Affiliations 

  • 1 Department of Information Technology, College of Computing and Information Technology at Khulais, University of Jeddah, Jeddah, Saudi Arabia
  • 2 Department of Software Engineering, College of Computer Science and Engineering, University of Jeddah, Jeddah, Saudi Arabia
  • 3 Department of Communication Engineering, Iraq University College (IUC), Basra, Iraq
  • 4 National Advanced IPv6 Centre (NAv6), Universiti Sains Malaysia, USM, Penang, Malaysia
PLoS One, 2023;18(10):e0292690.
PMID: 37889892 DOI: 10.1371/journal.pone.0292690

Abstract

The role that vehicular fog computing based on the Fifth Generation (5G) can play in improving traffic management and motorist safety is growing quickly. The use of wireless technology within a vehicle raises issues of confidentiality and safety. Such concerns are optimal targets for conditional privacy-preserving authentication (CPPA) methods. However, current CPPA-based systems face a challenge when subjected to attacks from quantum computers. Because of the need for security and anti-piracy features in fog computing when using a 5G-enabled vehicle system, the L-CPPA scheme is proposed in this article. Using a fog server, secret keys are generated and transmitted to each registered car via a 5G-Base Station (5G-BS) in the proposed L-CPPA system. In the proposed L-CPPA method, the trusted authority, rather than the vehicle's Onboard Unit (OBU), stores the vehicle's master secret data to each fog server. Finally, the computation cost of the suggested L-CPPA system regards message signing, single verification and batch verification is 694.161 ms, 60.118 ms, and 1348.218 ms, respectively. Meanwhile, the communication cost is 7757 bytes.

* Title and MeSH Headings from MEDLINE®/PubMed®, a database of the U.S. National Library of Medicine.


Look through the data below. Show each line where the string "Image" occurs.

Website and app data records:
•••
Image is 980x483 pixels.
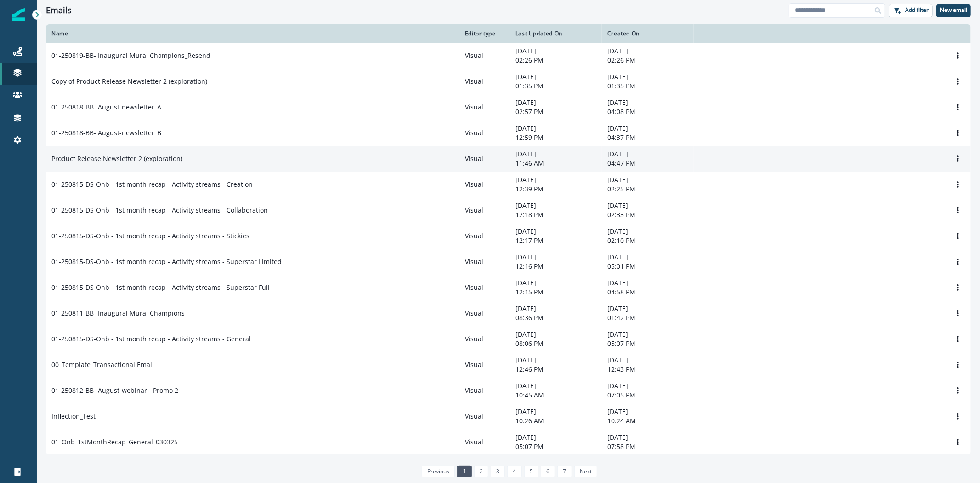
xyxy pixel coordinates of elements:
[51,411,96,421] p: Inflection_Test
[51,360,154,369] p: 00_Template_Transactional Email
[460,146,510,171] td: Visual
[608,98,688,107] p: [DATE]
[516,98,596,107] p: [DATE]
[51,385,178,395] p: 01-250812-BB- August-webinar - Promo 2
[950,409,966,423] button: Options
[46,42,971,69] a: 01-250819-BB- Inaugural Mural Champions_ResendVisual[DATE]02:26 PM[DATE]02:26 PMOptions
[889,4,933,18] button: Add filter
[516,433,596,441] p: [DATE]
[51,257,281,266] p: 01-250815-DS-Onb - 1st month recap - Activity streams - Superstar Limited
[950,306,966,320] button: Options
[46,198,971,223] a: 01-250815-DS-Onb - 1st month recap - Activity streams - CollaborationVisual[DATE]12:18 PM[DATE]02...
[516,30,596,38] div: Last Updated On
[460,42,510,69] td: Visual
[608,30,688,38] div: Created On
[460,352,510,377] td: Visual
[950,152,966,166] button: Options
[51,334,251,343] p: 01-250815-DS-Onb - 1st month recap - Activity streams - General
[46,6,72,16] h1: Emails
[516,313,596,322] p: 08:36 PM
[516,365,596,373] p: 12:46 PM
[516,339,596,348] p: 08:06 PM
[608,441,688,451] p: 07:58 PM
[608,184,688,194] p: 02:25 PM
[516,175,596,184] p: [DATE]
[608,365,688,373] p: 12:43 PM
[46,69,971,94] a: Copy of Product Release Newsletter 2 (exploration)Visual[DATE]01:35 PM[DATE]01:35 PMOptions
[608,82,688,90] p: 01:35 PM
[608,381,688,390] p: [DATE]
[46,120,971,146] a: 01-250818-BB- August-newsletter_BVisual[DATE]12:59 PM[DATE]04:37 PMOptions
[608,236,688,245] p: 02:10 PM
[51,206,268,214] p: 01-250815-DS-Onb - 1st month recap - Activity streams - Collaboration
[940,7,967,14] p: New email
[46,146,971,171] a: Product Release Newsletter 2 (exploration)Visual[DATE]11:46 AM[DATE]04:47 PMOptions
[46,352,971,377] a: 00_Template_Transactional EmailVisual[DATE]12:46 PM[DATE]12:43 PMOptions
[574,465,597,477] a: Next page
[516,72,596,82] p: [DATE]
[51,128,161,138] p: 01-250818-BB- August-newsletter_B
[608,107,688,116] p: 04:08 PM
[950,203,966,217] button: Options
[465,30,504,38] div: Editor type
[51,180,253,189] p: 01-250815-DS-Onb - 1st month recap - Activity streams - Creation
[460,171,510,198] td: Visual
[516,210,596,219] p: 12:18 PM
[608,261,688,271] p: 05:01 PM
[51,309,185,317] p: 01-250811-BB- Inaugural Mural Champions
[516,261,596,271] p: 12:16 PM
[950,229,966,242] button: Options
[516,46,596,56] p: [DATE]
[608,287,688,297] p: 04:58 PM
[608,253,688,261] p: [DATE]
[516,355,596,365] p: [DATE]
[516,201,596,210] p: [DATE]
[524,465,539,477] a: Page 5
[608,133,688,142] p: 04:37 PM
[608,278,688,287] p: [DATE]
[46,223,971,249] a: 01-250815-DS-Onb - 1st month recap - Activity streams - StickiesVisual[DATE]12:17 PM[DATE]02:10 P...
[516,150,596,158] p: [DATE]
[516,304,596,313] p: [DATE]
[51,154,182,163] p: Product Release Newsletter 2 (exploration)
[460,94,510,120] td: Visual
[460,326,510,352] td: Visual
[51,77,207,86] p: Copy of Product Release Newsletter 2 (exploration)
[950,383,966,397] button: Options
[608,175,688,184] p: [DATE]
[420,465,597,477] ul: Pagination
[460,429,510,454] td: Visual
[608,304,688,313] p: [DATE]
[491,465,505,477] a: Page 3
[46,249,971,274] a: 01-250815-DS-Onb - 1st month recap - Activity streams - Superstar LimitedVisual[DATE]12:16 PM[DAT...
[460,223,510,249] td: Visual
[608,56,688,65] p: 02:26 PM
[51,437,177,446] p: 01_Onb_1stMonthRecap_General_030325
[460,198,510,223] td: Visual
[460,377,510,403] td: Visual
[608,433,688,441] p: [DATE]
[46,300,971,326] a: 01-250811-BB- Inaugural Mural ChampionsVisual[DATE]08:36 PM[DATE]01:42 PMOptions
[516,184,596,194] p: 12:39 PM
[950,281,966,294] button: Options
[516,381,596,390] p: [DATE]
[516,407,596,416] p: [DATE]
[905,7,929,14] p: Add filter
[950,332,966,345] button: Options
[516,158,596,168] p: 11:46 AM
[950,435,966,449] button: Options
[516,390,596,399] p: 10:45 AM
[460,120,510,146] td: Visual
[950,178,966,191] button: Options
[46,377,971,403] a: 01-250812-BB- August-webinar - Promo 2Visual[DATE]10:45 AM[DATE]07:05 PMOptions
[51,30,454,38] div: Name
[460,300,510,326] td: Visual
[950,74,966,88] button: Options
[608,329,688,339] p: [DATE]
[46,94,971,120] a: 01-250818-BB- August-newsletter_AVisual[DATE]02:57 PM[DATE]04:08 PMOptions
[936,4,971,18] button: New email
[457,465,472,477] a: Page 1 is your current page
[516,278,596,287] p: [DATE]
[51,231,249,241] p: 01-250815-DS-Onb - 1st month recap - Activity streams - Stickies
[608,339,688,348] p: 05:07 PM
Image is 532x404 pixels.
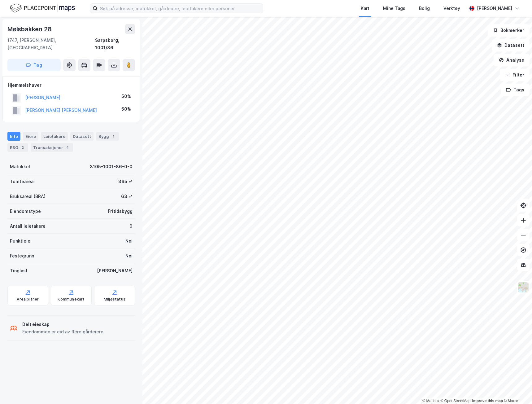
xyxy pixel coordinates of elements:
div: Bygg [96,132,119,141]
div: Info [8,132,21,141]
div: Miljøstatus [104,297,126,302]
div: 50% [121,93,131,100]
div: 50% [121,106,131,113]
div: 2 [20,144,26,151]
img: Z [518,282,529,293]
div: 1747, [PERSON_NAME], [GEOGRAPHIC_DATA] [8,36,95,51]
div: Transaksjoner [31,143,73,152]
div: Eiere [23,132,38,141]
div: Verktøy [443,5,460,12]
div: Kart [361,5,370,12]
div: 365 ㎡ [118,178,133,185]
input: Søk på adresse, matrikkel, gårdeiere, leietakere eller personer [98,4,263,13]
div: Bolig [419,5,430,12]
button: Bokmerker [488,24,530,36]
div: Mine Tags [383,5,405,12]
a: Improve this map [472,399,503,404]
div: Punktleie [10,238,30,245]
div: Eiendomstype [10,208,41,215]
div: Matrikkel [10,163,30,170]
div: Nei [126,252,133,260]
div: Kommunekart [58,297,84,302]
button: Tag [8,59,61,71]
img: logo.f888ab2527a4732fd821a326f86c7f29.svg [10,3,75,13]
div: 4 [64,144,70,151]
iframe: Chat Widget [501,374,532,404]
div: Kontrollprogram for chat [501,374,532,404]
div: Eiendommen er eid av flere gårdeiere [23,328,104,336]
div: Antall leietakere [10,223,46,230]
div: 63 ㎡ [121,193,133,200]
div: Fritidsbygg [108,208,133,215]
div: Leietakere [41,132,68,141]
div: Sarpsborg, 1001/86 [95,36,135,51]
div: [PERSON_NAME] [97,267,133,274]
div: 1 [110,133,116,140]
div: Festegrunn [10,252,34,260]
button: Filter [500,69,530,81]
div: Bruksareal (BRA) [10,193,46,200]
button: Tags [501,83,530,96]
div: 3105-1001-86-0-0 [90,163,133,170]
div: Tomteareal [10,178,35,185]
div: Datasett [70,132,93,141]
button: Analyse [494,54,530,66]
button: Datasett [492,39,530,51]
a: Mapbox [422,399,439,404]
div: Mølsbakken 28 [8,24,53,34]
div: Hjemmelshaver [8,82,135,89]
div: [PERSON_NAME] [477,5,512,12]
div: Nei [126,238,133,245]
div: Arealplaner [17,297,39,302]
div: 0 [129,223,133,230]
div: ESG [8,143,28,152]
a: OpenStreetMap [440,399,471,404]
div: Delt eieskap [23,321,104,328]
div: Tinglyst [10,267,28,274]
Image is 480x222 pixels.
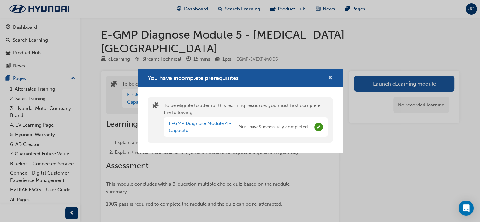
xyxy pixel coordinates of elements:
[328,74,333,82] button: cross-icon
[148,75,239,81] span: You have incomplete prerequisites
[138,69,343,153] div: You have incomplete prerequisites
[315,123,323,131] span: Complete
[238,123,308,131] span: Must have Successfully completed
[153,103,159,110] span: puzzle-icon
[328,75,333,81] span: cross-icon
[169,121,231,134] a: E-GMP Diagnose Module 4 - Capacitor
[164,102,328,138] div: To be eligible to attempt this learning resource, you must first complete the following:
[459,201,474,216] div: Open Intercom Messenger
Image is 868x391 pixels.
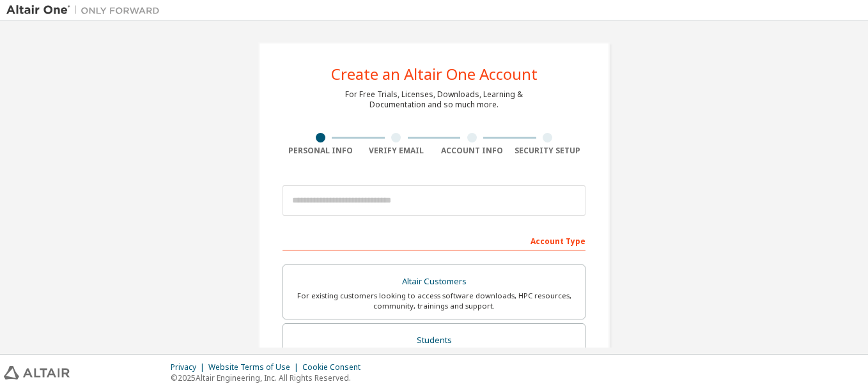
•••
[SOLUTION]:
Image is 980x483 pixels.
Image is 532x404 pixels.
Image is 480x222 pixels.
Image is 868x391 pixels.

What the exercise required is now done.